Sentenced to death in absentia by the Pope, the artist is on the run.
As soon as he returned to Rome, his landlady accused him of having demolished her shutters with stones. Exasperated, she had just fired him for six months of unpaid rent and for having pierced his ceiling for artistic lighting purposes! But Caravaggio's extravagances do not end there. Among other things, the American art historian Felix Witting reports that he would have, "out of jealousy", "seriously threatened painter Guido Reni", and even "sent a Sicilian hitman to wound the painter Niccolò Pomarancio in the face", who had succeeded in obtaining the commission for a large fresco!
On May 28, 1606, things got tough. While the whole city celebrates the coronation of Pope Paul V, Caravaggio, accompanied by friends, quarrels in the middle of the street with a young nobleman with a sulfurous reputation, Ranuccio Tomassoni, and kills him. The conflict having degenerated into a four-on-four duel, the painter would have fatally pierced his thigh. According to some, the dispute would have concerned a prostitute named Fillide.
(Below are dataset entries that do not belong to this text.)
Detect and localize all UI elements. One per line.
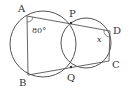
right-circle [61,18,111,68]
label-A: A [17,3,26,14]
angle-label-D: x [97,35,102,44]
segment-DC [109,31,110,61]
label-C: C [112,59,120,70]
point-P [70,22,72,24]
geometry-diagram: A P D B Q C 80° x [0,0,128,92]
angle-label-A: 80° [32,26,46,35]
angle-arc-A [27,17,33,22]
point-Q [70,66,72,68]
label-D: D [113,25,121,36]
left-circle [10,11,76,77]
label-P: P [69,8,76,19]
label-B: B [19,77,26,88]
label-Q: Q [67,72,75,83]
segment-AB [27,16,28,75]
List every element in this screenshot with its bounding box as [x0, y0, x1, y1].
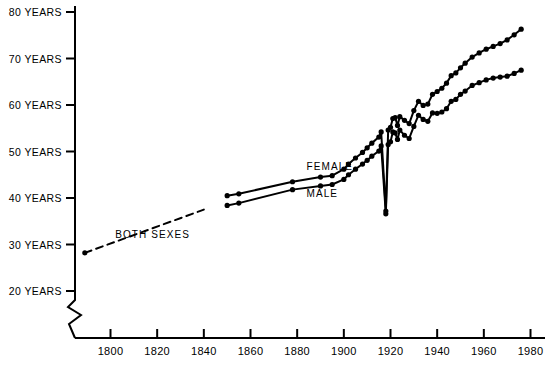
data-point	[369, 154, 374, 159]
data-point	[360, 161, 365, 166]
x-tick-label-1900: 1900	[331, 345, 357, 357]
data-point	[435, 89, 440, 94]
annotation-female: FEMALE	[307, 161, 354, 172]
data-point	[430, 92, 435, 97]
data-point	[379, 129, 384, 134]
y-axis-tick-labels: 20 YEARS30 YEARS40 YEARS50 YEARS60 YEARS…	[9, 6, 62, 297]
data-point	[360, 150, 365, 155]
data-point	[421, 103, 426, 108]
data-point	[376, 148, 381, 153]
data-point	[416, 113, 421, 118]
x-tick-label-1940: 1940	[424, 345, 450, 357]
data-point	[449, 99, 454, 104]
x-tick-label-1860: 1860	[238, 345, 264, 357]
x-tick-label-1820: 1820	[144, 345, 170, 357]
data-point	[458, 65, 463, 70]
data-point	[463, 88, 468, 93]
data-point	[369, 141, 374, 146]
data-point	[346, 172, 351, 177]
y-tick-label-80: 80 YEARS	[9, 6, 62, 18]
data-point	[379, 143, 384, 148]
data-point	[512, 32, 517, 37]
data-point	[393, 130, 398, 135]
data-point	[512, 71, 517, 76]
y-axis-ticks	[66, 12, 75, 291]
data-point	[519, 68, 524, 73]
data-point	[470, 55, 475, 60]
data-point	[402, 133, 407, 138]
data-point	[290, 179, 295, 184]
chart-canvas: 20 YEARS30 YEARS40 YEARS50 YEARS60 YEARS…	[0, 0, 555, 365]
data-point	[519, 27, 524, 32]
y-tick-label-30: 30 YEARS	[9, 239, 62, 251]
data-point	[463, 61, 468, 66]
x-tick-label-1800: 1800	[98, 345, 124, 357]
data-point	[225, 193, 230, 198]
y-tick-label-60: 60 YEARS	[9, 99, 62, 111]
data-point	[411, 108, 416, 113]
data-point	[458, 92, 463, 97]
data-point	[444, 106, 449, 111]
data-point	[318, 174, 323, 179]
x-tick-label-1840: 1840	[191, 345, 217, 357]
data-point	[236, 201, 241, 206]
data-point	[430, 110, 435, 115]
data-point	[407, 136, 412, 141]
y-tick-label-70: 70 YEARS	[9, 53, 62, 65]
data-point	[397, 114, 402, 119]
data-point	[82, 250, 87, 255]
data-point	[330, 173, 335, 178]
y-tick-label-40: 40 YEARS	[9, 192, 62, 204]
data-point	[453, 97, 458, 102]
data-point	[397, 128, 402, 133]
data-point	[425, 101, 430, 106]
data-point	[290, 187, 295, 192]
annotation-male: MALE	[307, 188, 339, 199]
data-point	[477, 80, 482, 85]
data-point	[365, 158, 370, 163]
data-point	[365, 145, 370, 150]
data-point	[402, 118, 407, 123]
data-point	[484, 47, 489, 52]
data-point	[341, 177, 346, 182]
data-point	[484, 77, 489, 82]
x-tick-label-1880: 1880	[284, 345, 310, 357]
x-tick-label-1980: 1980	[518, 345, 544, 357]
life-expectancy-chart: 20 YEARS30 YEARS40 YEARS50 YEARS60 YEARS…	[0, 0, 555, 365]
data-point	[407, 121, 412, 126]
y-axis	[68, 6, 81, 338]
data-point	[425, 119, 430, 124]
data-point	[491, 75, 496, 80]
data-point	[477, 50, 482, 55]
data-point	[395, 137, 400, 142]
data-point	[416, 99, 421, 104]
data-point	[353, 155, 358, 160]
x-axis-ticks	[111, 329, 531, 338]
data-point	[435, 111, 440, 116]
data-point	[498, 41, 503, 46]
y-tick-label-20: 20 YEARS	[9, 285, 62, 297]
data-point	[453, 70, 458, 75]
x-tick-label-1920: 1920	[378, 345, 404, 357]
data-point	[491, 44, 496, 49]
data-point	[421, 117, 426, 122]
data-point	[498, 75, 503, 80]
data-point	[411, 124, 416, 129]
series-markers-female	[225, 27, 524, 214]
data-point	[505, 37, 510, 42]
data-point	[388, 139, 393, 144]
series-markers-both-sexes	[82, 250, 87, 255]
data-point	[225, 203, 230, 208]
series-line-female	[227, 29, 521, 211]
y-tick-label-50: 50 YEARS	[9, 146, 62, 158]
data-point	[439, 109, 444, 114]
data-point	[393, 115, 398, 120]
series-annotations: BOTH SEXESFEMALEMALE	[115, 161, 353, 239]
data-point	[376, 134, 381, 139]
data-point	[439, 86, 444, 91]
data-point	[353, 167, 358, 172]
annotation-both-sexes: BOTH SEXES	[115, 229, 190, 240]
x-axis-tick-labels: 1800182018401860188019001920194019601980	[98, 345, 544, 357]
data-point	[388, 125, 393, 130]
data-point	[444, 81, 449, 86]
Himself wounded, Caravaggio left Rome in disaster. Sentenced to death in absentia by the Pope, the artist is on the run. Haunted by this tragedy, the pictures he paints in his flight seem darker than ever. In Naples, he produced a macabre self-portrait, taking himself as a model to represent Goliath's severed head. Tracked down by the Pope's agents, he continued his flight to Malta, where he painted another surprising painting, The Beheading of Saint John the Baptist, which strangely evokes his Roman affair. The religious scene represented takes on the appearance of a sordid news item: in the courtyard of a prison, Saint John the Baptist, wounded in the throat by a sword which lies nearby, is held down to the ground by his murderer who is getting ready to finish him off with a dagger. Another chilling detail: the painter inscribes his signature in red letters with the blood flowing from the victim's throat.
Caught up in his past
In December 1608, Caravaggio was imprisoned at Fort Saint-Ange in Malta. The Knights of the Order, whom he had just joined before being brutally struck off, would he have discovered his criminal past? The painter would then have escaped by climbing at night the prison walls to take refuge in Sicily, then again in Naples in 1609, where he would have been the victim of attempted murder.
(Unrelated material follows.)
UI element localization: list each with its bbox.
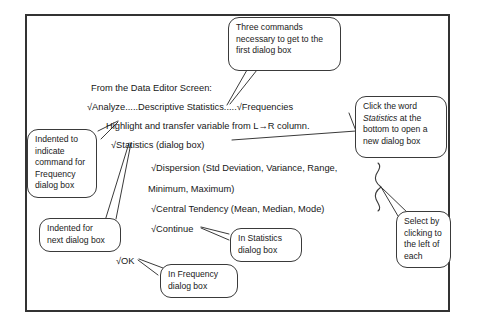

In 1610, Caravaggio tried to regain Rome where the Pope is about to sign his pardon. But, after missing his boat, the painter becomes uneasy in the small Italian port of Porto Ercole. Suffering from delirium and a high fever, he was transported to a nearby hospital and died on July 18, 38 old. Sunstroke, malaria, murder, lead poisoning contained in his painting. Many hypotheses have been put forward on the cause of his death. Until his skeleton was finally exhumed in 2010 from the old hospital cemetery - various scientific analyzes and DNA comparisons carried out by professors Michel Darcourt and Didier Raoult which made it possible to identify him in 2018 … And to conclude that the painter would have died of the consequences of a septicemia due to Staphylococcus aureus.